Description of the task >> Up to and including the line with "Task: Click on", copy the records below exactly from their first line.

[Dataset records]
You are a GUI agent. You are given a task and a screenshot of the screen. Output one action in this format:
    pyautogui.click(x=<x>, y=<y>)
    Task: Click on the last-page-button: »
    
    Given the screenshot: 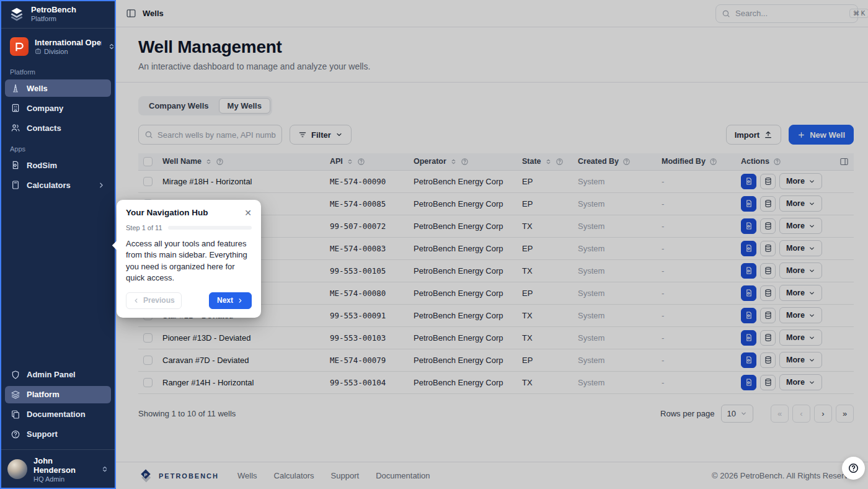 What is the action you would take?
    pyautogui.click(x=844, y=413)
    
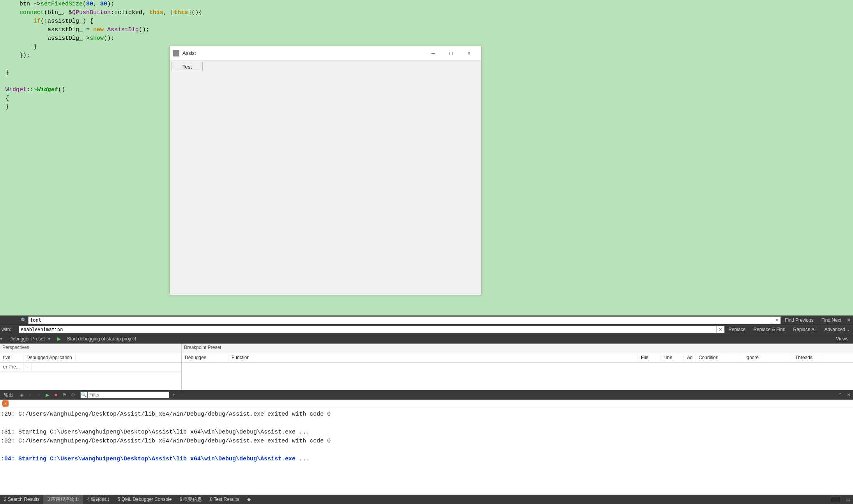 This screenshot has height=504, width=853. I want to click on expand-icon: ⌃, so click(840, 395).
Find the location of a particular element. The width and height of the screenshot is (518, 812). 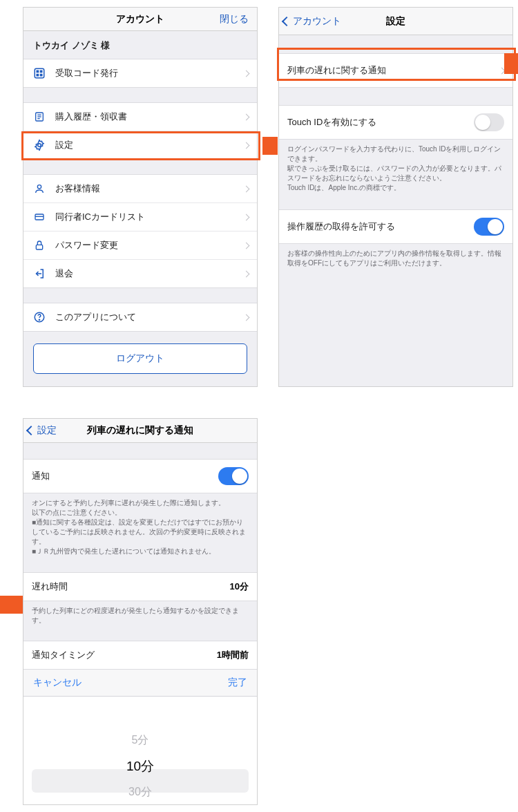

back-label: 設定 is located at coordinates (47, 431).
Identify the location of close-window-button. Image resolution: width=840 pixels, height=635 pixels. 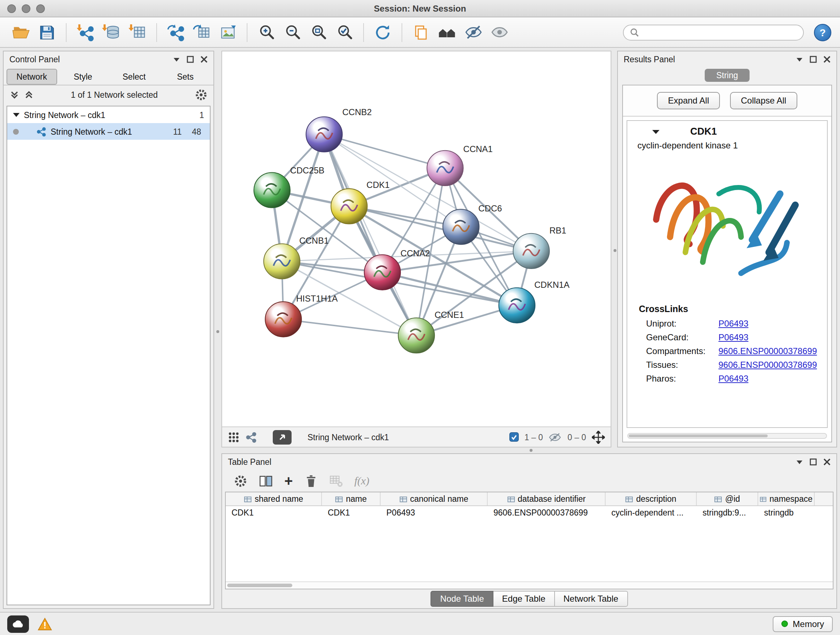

Task solution >>
You are a GUI agent. You are given a task and a screenshot of the screen. Output one action in this format:
    pyautogui.click(x=<x>, y=<y>)
    Task: Click on the last-page-button: »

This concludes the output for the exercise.